Saturday, 11 April 2009

Songs of One's Own


In the latest issue of the Finland-Swedish literary magazine Ny Tid, the poet Catharina Gripenberg talks to Katarina Gäddnäs about herself and her work. Here are one or two excerpts from the interview, in my impromptu translation:

Now Catharina lives in Amager, a district in south Copenhagen, near Kastrup.

“It’s not chic or trendy, and that feels good. Ordinary people live there, workers and all kinds of nationalities, people go around in shell-suits. And there are lots of bodybuilders with boxer dogs,” she says, puffing out her cheeks and mimicking a beefy style of walking. "There’s also a long windy beach you can stroll along. I like the thought that I live near an airport. Airports are a sort of no man's land where I feel as though I belong, they have departure gates that show the names of cities where you could also live. Your identity is more open at an airport, you don't need to have a home there, you’re on the way somewhere, you have a destination.

“Living between countries, on the borders, being in between or on the margins, can also be rewarding. A rootlessness that roots me deeper and deeper in writing.”

She also plans to look for part-time work, apart from writing.

“It could be anything, and preferably something that's not writing and literature. I think this is something I was brought up with at home, or perhaps it’s an Ostrobothnian trait, not being able to just sit there and think you’re a writer or some kind of artist all day, but feeling that you probably also ought to have a "real" job."

In her most recent poetry collections there is a swarm of different voices and pitches. The voice is important when she writes. She has always been fascinated by how people express themselves. How people present themselves through language, how one speaks to others.

“One starts to exist when one begins to talk, or write, it’s as though one were blowing life into oneself. Like in Beckett plays, where they talk and talk in order to come to the realization that they don’t know what to do, with life that’s silent and transitory. When I write, it’s often a voice speaking out, someone clearing their throat and starting to express themselves in an elegant, urbane sort of way, but the words come out of the corner of their mouth, trickling and oozing."

Catharina Gripenberg's latest collection Ta min hand, det vore underligt (Take my hand, it would be strange, 2007) has received several prizes and awards. The criticism was mixed, in particular one or two Swedish reviewers who said she had massacred Edith Södergran in some sort of act of matricide. I myself read the book as a dialogue with Södergran's work, a conversation with serious undertones.

"I'd never even imagined that anyone would read the book that way. Why would one write a book with the aim of massacring Edith Södergran, that just sounds sad ... To me my Edith poems are a conversation with her poetry, with the writing of poetry; how should one write nowadays? What is a poem? For me it was about turning to a master or myth from literary history who possessed a key to the poetic landscape, and about walking among her lines and poems as if through rooms, and touching objects and words and feelings. For me it's as if the poetic persona or the people in my Edith poems have read Södergran's poems, and are trying to remember them, as if they were trying to remember how to speak, how to write poetry, how to explain and describe. They're trying to build a life of their own, and they're using the poems of a master in order to do that, and then they climb out of those poems, and begin a kind of pilgrimage towards a poetry of their own and a country of their own, because they have to find their own songs."

See also: Broken Nose During Dinner
Ny Tid

1 comment:

Eric Dickens said...

As I, Eric, also subscribe to Ny Tid, I read that same interview yesterday. I was amused by her fantasy involving being photographed wearing a false moustache claiming that it didn't really make her look like man (as you can see the woman underneath), but it made her look like a spy. This is all part of the two-countries, rootlessness, debate she has with herself, no doubt.

One further bit in that interview I liked was when she said:

"The Ostrobothnian landscape means a lot to me. The flatlands, the prairie, the evergreen forest, the farms thinning out. This is often there in the wings when I am writing. Where you grew up also grows to form part of you. The word "meadow" means the meadow near my cousin's house, where we used to run around. And my real mother-tongue is Ostrobothnian dialect, and that will always be present beneath the words when I speak, so that Ostrobothnia will always live in my mouth."

But in order to become a national and international poet, Gripenberg has not written her poetry in that dialect which, believe you me, can be very broad indeed. So the hints are there, but they remain hints.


TASK ITEM: Every record below should be repeated word for word, with the pictures left out.

[Opening DATA SECTION section]

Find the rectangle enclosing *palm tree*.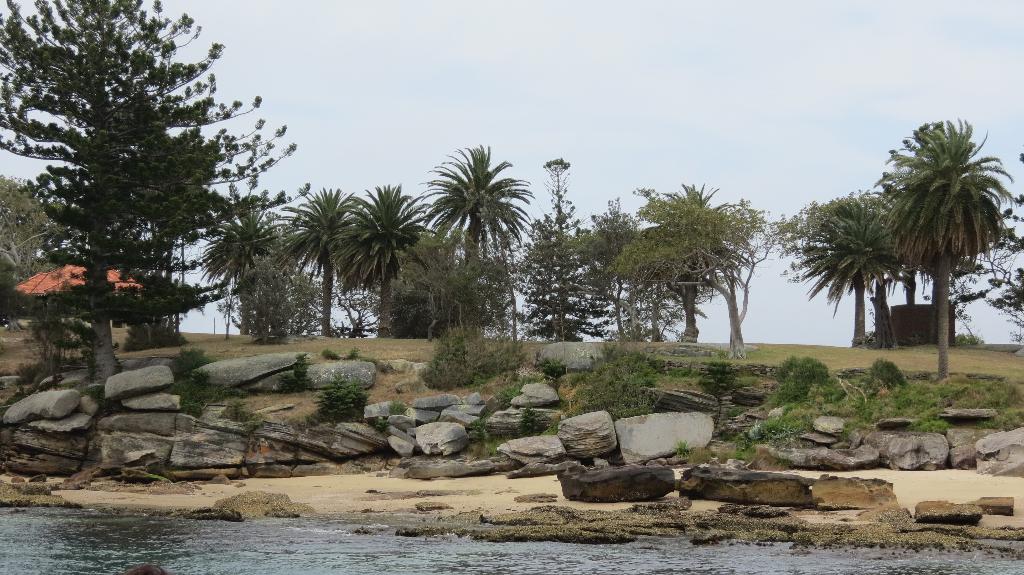
874 122 1005 370.
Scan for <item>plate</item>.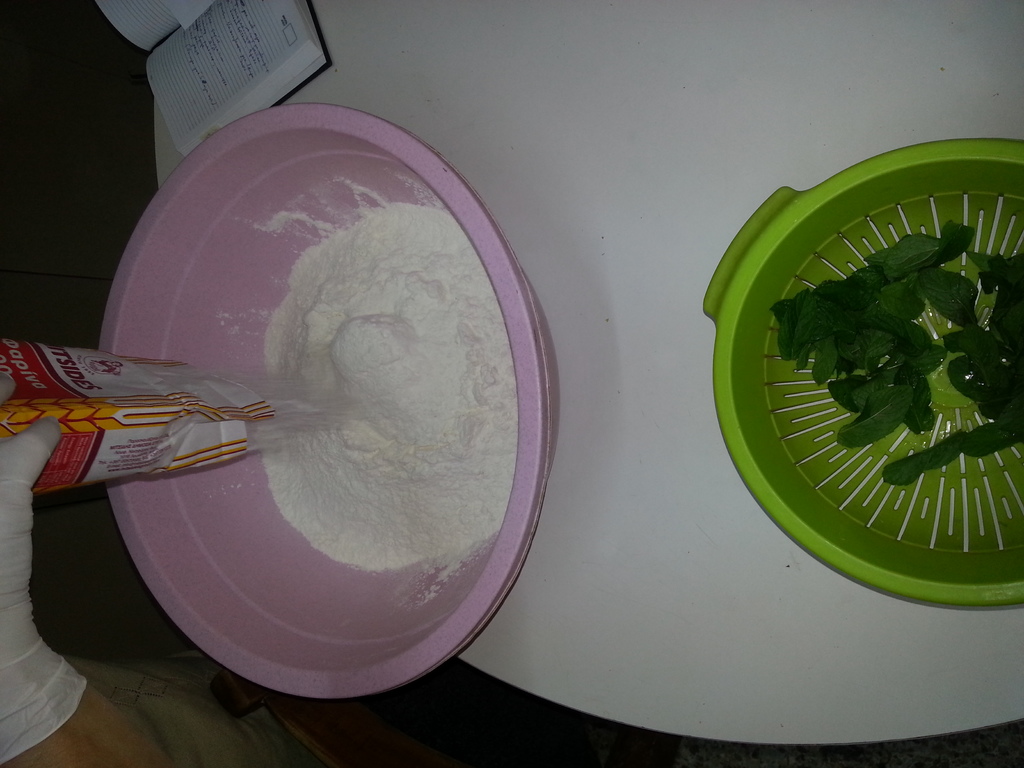
Scan result: bbox=(710, 136, 1023, 593).
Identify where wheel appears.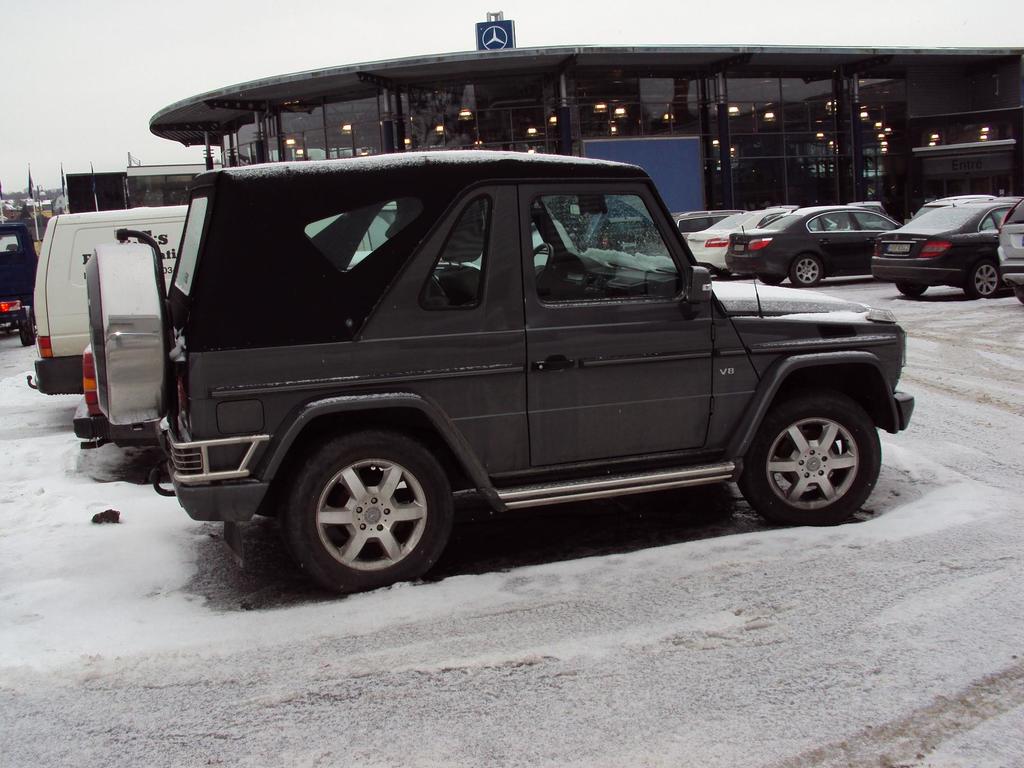
Appears at l=966, t=260, r=1001, b=296.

[Closing DATA SECTION section]

RESPONSE:
Find the rectangle enclosing *palm tree*.
874 122 1005 370.
Scan for <item>plate</item>.
Scan result: bbox=(710, 136, 1023, 593).
Identify where wheel appears.
Appears at l=966, t=260, r=1001, b=296.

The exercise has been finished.